#### MATERIAL FOR THIS TASK

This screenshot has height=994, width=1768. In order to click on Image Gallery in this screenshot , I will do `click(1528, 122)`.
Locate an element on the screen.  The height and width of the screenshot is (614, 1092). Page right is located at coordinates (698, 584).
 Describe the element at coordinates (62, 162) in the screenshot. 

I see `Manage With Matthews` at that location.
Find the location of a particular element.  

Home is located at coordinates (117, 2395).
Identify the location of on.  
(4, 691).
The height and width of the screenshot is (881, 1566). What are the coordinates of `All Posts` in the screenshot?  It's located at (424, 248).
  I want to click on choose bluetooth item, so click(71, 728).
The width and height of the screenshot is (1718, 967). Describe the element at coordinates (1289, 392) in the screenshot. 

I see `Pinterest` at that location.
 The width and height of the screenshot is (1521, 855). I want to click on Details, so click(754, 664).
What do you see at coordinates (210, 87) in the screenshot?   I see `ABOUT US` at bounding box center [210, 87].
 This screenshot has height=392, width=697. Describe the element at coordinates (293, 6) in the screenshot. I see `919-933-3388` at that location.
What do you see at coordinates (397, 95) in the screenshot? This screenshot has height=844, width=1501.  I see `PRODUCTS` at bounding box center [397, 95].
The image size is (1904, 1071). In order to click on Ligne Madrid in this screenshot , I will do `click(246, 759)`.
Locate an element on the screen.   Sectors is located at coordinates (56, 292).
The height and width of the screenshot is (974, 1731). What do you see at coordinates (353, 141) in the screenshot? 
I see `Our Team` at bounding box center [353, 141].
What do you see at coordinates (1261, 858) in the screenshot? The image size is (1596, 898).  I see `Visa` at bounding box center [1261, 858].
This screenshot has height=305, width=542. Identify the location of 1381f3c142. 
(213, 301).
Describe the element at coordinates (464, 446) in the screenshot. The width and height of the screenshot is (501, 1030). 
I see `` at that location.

########

Would you set down all the lines above, exactly and in full?

This screenshot has height=994, width=1768. In order to click on Image Gallery in this screenshot , I will do `click(1528, 122)`.
Locate an element on the screen.  The height and width of the screenshot is (614, 1092). Page right is located at coordinates (698, 584).
 Describe the element at coordinates (62, 162) in the screenshot. 

I see `Manage With Matthews` at that location.
Find the location of a particular element.  

Home is located at coordinates (117, 2395).
Identify the location of on.  
(4, 691).
The height and width of the screenshot is (881, 1566). What are the coordinates of `All Posts` in the screenshot?  It's located at (424, 248).
  I want to click on choose bluetooth item, so click(71, 728).
The width and height of the screenshot is (1718, 967). Describe the element at coordinates (1289, 392) in the screenshot. 

I see `Pinterest` at that location.
 The width and height of the screenshot is (1521, 855). I want to click on Details, so click(754, 664).
What do you see at coordinates (210, 87) in the screenshot?   I see `ABOUT US` at bounding box center [210, 87].
 This screenshot has height=392, width=697. Describe the element at coordinates (293, 6) in the screenshot. I see `919-933-3388` at that location.
What do you see at coordinates (397, 95) in the screenshot? This screenshot has height=844, width=1501.  I see `PRODUCTS` at bounding box center [397, 95].
The image size is (1904, 1071). In order to click on Ligne Madrid in this screenshot , I will do `click(246, 759)`.
Locate an element on the screen.   Sectors is located at coordinates (56, 292).
The height and width of the screenshot is (974, 1731). What do you see at coordinates (353, 141) in the screenshot? 
I see `Our Team` at bounding box center [353, 141].
What do you see at coordinates (1261, 858) in the screenshot? The image size is (1596, 898).  I see `Visa` at bounding box center [1261, 858].
This screenshot has height=305, width=542. Identify the location of 1381f3c142. 
(213, 301).
Describe the element at coordinates (464, 446) in the screenshot. The width and height of the screenshot is (501, 1030). 
I see `` at that location.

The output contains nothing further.